Analytics / Attendance Analytics
๐Ÿ“… Attendance Analytics

Attendance Analytics

Daily attendance, chronic absenteeism, trend and pattern detection, predictive forecasting, intervention effectiveness, and family communication โ€” with AI-generated attendance risk alerts. All figures are fictional sample data created for demonstration.

Average Daily Attendance
0
โ–ฒ 1% vs. last month
Chronic Absenteeism
0
โ–ฒ 2% โ€” watch
Students Below 90%
0
โ–ฒ 7 this term
Attendance Plans Working
0
โ–ฒ 5% met goals

Daily Attendance

0%Present today

Present 93% ยท Tardy 3% ยท Absent 4%

Attendance Trend

Slight decline โ€” monitor Grade 8.

Weekly Pattern

Monday
88%
Tuesday
95%
Wednesday
96%
Thursday
94%
Friday
86%

Clear Monday/Friday clustering of absences.

โœจ AI Attendance Risk Alerts Simulated

Three attendance patterns warrant attention in this fictional sample:

Pattern 1 โ€” Monday/Friday clustering. 62% of all absences fall on Mondays and Fridays, concentrated in Grade 8. Recommend a positive Monday check-in and proactive family outreach before long-weekend absences accumulate.
Pattern 2 โ€” Early chronic-risk signal. 58 students are tracking below 90% attendance; 21 are on pace to become chronically absent if the current trend holds. Adding them to an early-warning watchlist now creates a key window to act.
Pattern 3 โ€” Communication gap. 40% of flagged students' families have had no positive contact this term, correlating with slower attendance recovery. Recommend proactive, strengths-based outreach.

๐Ÿ‘ค Educator decides AI analysis on fictional sample data โ€” transparent decision-support, reviewed by educators before any action. Open the AI Risk Engine โ†’

Attendance Forecasting Predictive โ€” illustrative

Projected average daily attendance drifts toward ~91% over the next 6 weeks without intervention. Forecast is an illustrative model on fictional data, not a guarantee.

  • 21 students projected to cross the chronic-absence threshold (illustrative).
  • Grade 8 projected to fall furthest; Kโ€“5 projected stable.

Intervention Effectiveness

Mentor check-in
74%
Family outreach
69%
Incentive program
61%
Schedule change
55%

% of students improving attendance after each support type (fictional sample).

๐Ÿชœ Attendance-Risk Tiers โ€” click to expand

โ–ธTier 1 โ€” Universal (โ‰ฅ 95% attendance)Stable

Approximately 71% of students. Maintain a positive school-wide attendance culture, clear daily routines, and timely first-absence acknowledgements. No individual plan needed.

โ–ธTier 2 โ€” Targeted (90โ€“94% attendance)Watch

Approximately 23% of students. Add to early-warning watchlist; assign a named check-in adult; begin positive family outreach. Review attendance every 3 weeks.

โ–ธTier 3 โ€” Intensive (< 90% / chronic)Act now

Approximately 6% of students. Convene the student-support team; assign a case-manager; develop an individualized attendance plan with explicit goals, family partnership, and weekly monitoring.

Family Communication Log

  • This week
    Positive outreach call to 18 Tier 2 families โ€” strengths-based check-in.
  • In progress
    Attendance-plan conference scheduled for 6 Tier 3 students.
  • Planned
    Translated attendance reminders to be sent to multilingual families.
  • Planned
    Monday check-in text campaign for Grade 8 watchlist.

Fictional sample communication log.

Attendance by Grade ร— Month

Darker = stronger attendance. Fictional sample data (band 0โ€“4).

Grade
Sep
Oct
Nov
Dec
Jan
Feb
Kโ€“2
97
96
95
94
96
97
3โ€“5
96
95
94
92
94
95
6โ€“8
94
92
90
89
87
90
9โ€“12
95
94
92
91
92
94
Lower Mid Higher

Grade-Level Attendance Summary

Fictional sample attendance summary by grade band.
Grade bandAvg dailyChronic absentee %Students < 90%Trend
Kโ€“296%7%8 Stable
3โ€“594%12%13 Watch
6โ€“890%24%26 Declining
9โ€“1292%18%11 Watch

All data shown is realistic fictional sample data created for demonstration.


ASSIGNMENT
Every entry must be set down exactly in the answer; no pictures should appear.

RECORDS SUPPLIED
%%

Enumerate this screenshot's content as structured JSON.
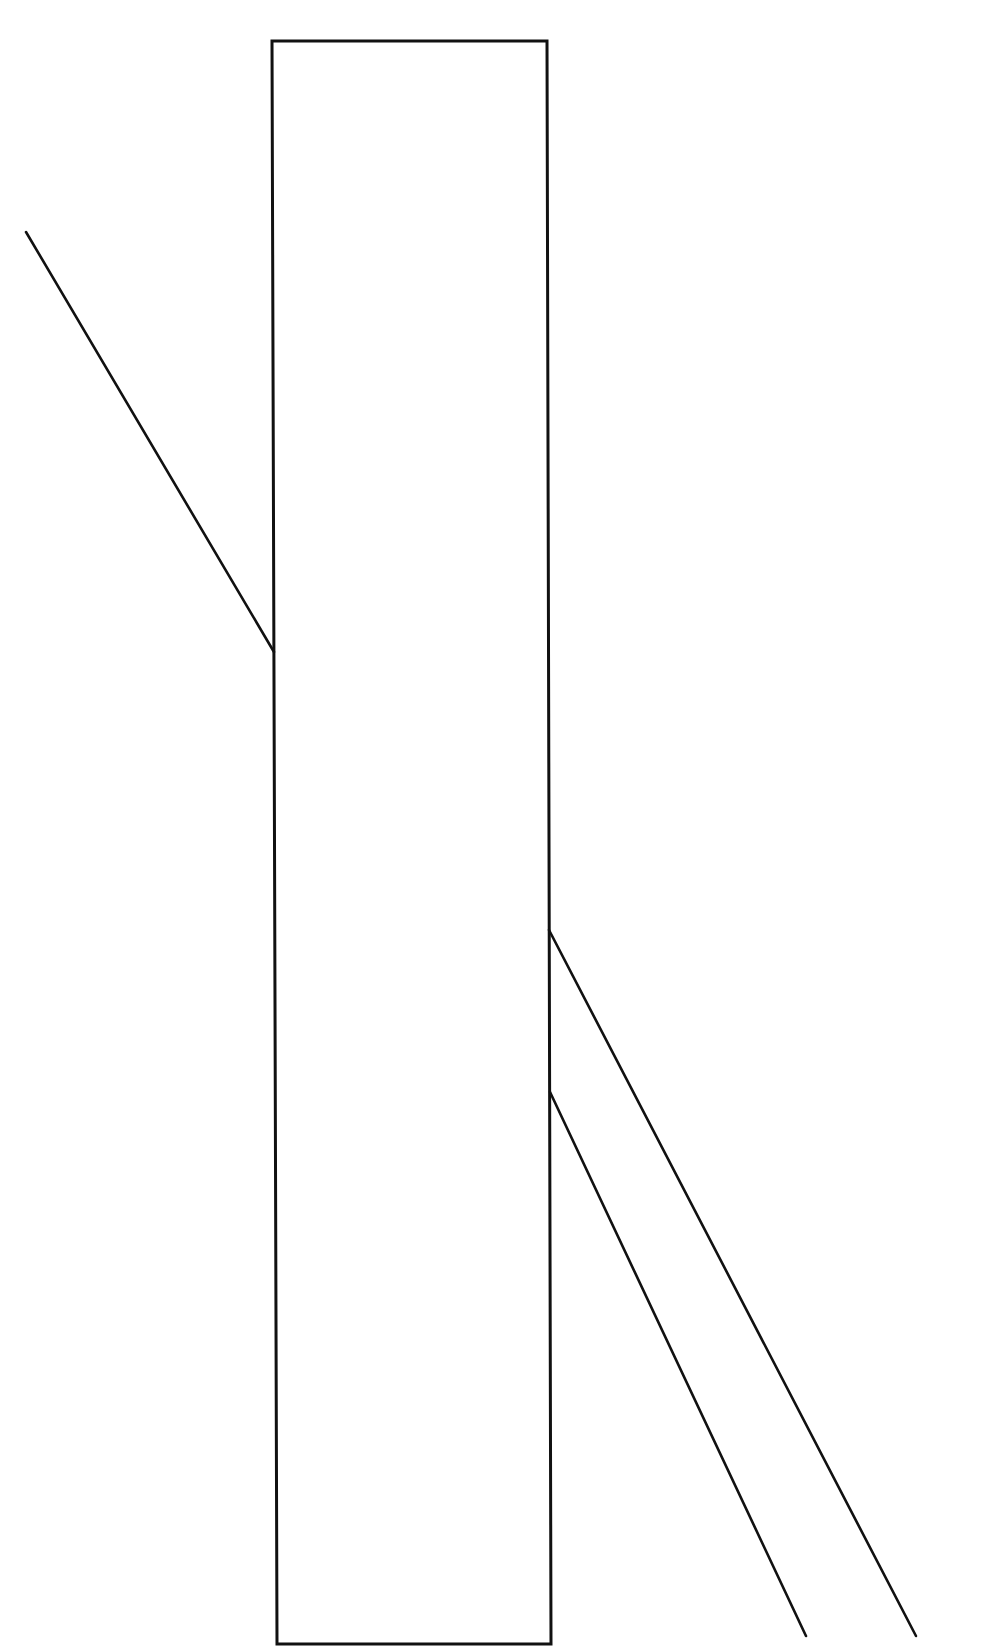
{
  "diagram": {
    "type": "poggendorff-illusion",
    "canvas": {
      "width": 1007,
      "height": 1646,
      "background": "#ffffff"
    },
    "stroke_color": "#111111",
    "occluder_rect": {
      "points": [
        [
          272,
          41
        ],
        [
          547,
          41
        ],
        [
          551,
          1644
        ],
        [
          277,
          1644
        ]
      ],
      "stroke_width": 3,
      "fill": "#ffffff"
    },
    "lines": [
      {
        "id": "left-transversal",
        "from": [
          26,
          232
        ],
        "to": [
          274,
          652
        ],
        "stroke_width": 2.6
      },
      {
        "id": "right-transversal-upper",
        "from": [
          549,
          930
        ],
        "to": [
          916,
          1636
        ],
        "stroke_width": 2.6
      },
      {
        "id": "right-transversal-lower",
        "from": [
          550,
          1092
        ],
        "to": [
          806,
          1636
        ],
        "stroke_width": 2.6
      }
    ]
  }
}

%%

RESPONSE TO THE TASK
Enumerate this screenshot's content as structured JSON.
{
  "diagram": {
    "type": "poggendorff-illusion",
    "canvas": {
      "width": 1007,
      "height": 1646,
      "background": "#ffffff"
    },
    "stroke_color": "#111111",
    "occluder_rect": {
      "points": [
        [
          272,
          41
        ],
        [
          547,
          41
        ],
        [
          551,
          1644
        ],
        [
          277,
          1644
        ]
      ],
      "stroke_width": 3,
      "fill": "#ffffff"
    },
    "lines": [
      {
        "id": "left-transversal",
        "from": [
          26,
          232
        ],
        "to": [
          274,
          652
        ],
        "stroke_width": 2.6
      },
      {
        "id": "right-transversal-upper",
        "from": [
          549,
          930
        ],
        "to": [
          916,
          1636
        ],
        "stroke_width": 2.6
      },
      {
        "id": "right-transversal-lower",
        "from": [
          550,
          1092
        ],
        "to": [
          806,
          1636
        ],
        "stroke_width": 2.6
      }
    ]
  }
}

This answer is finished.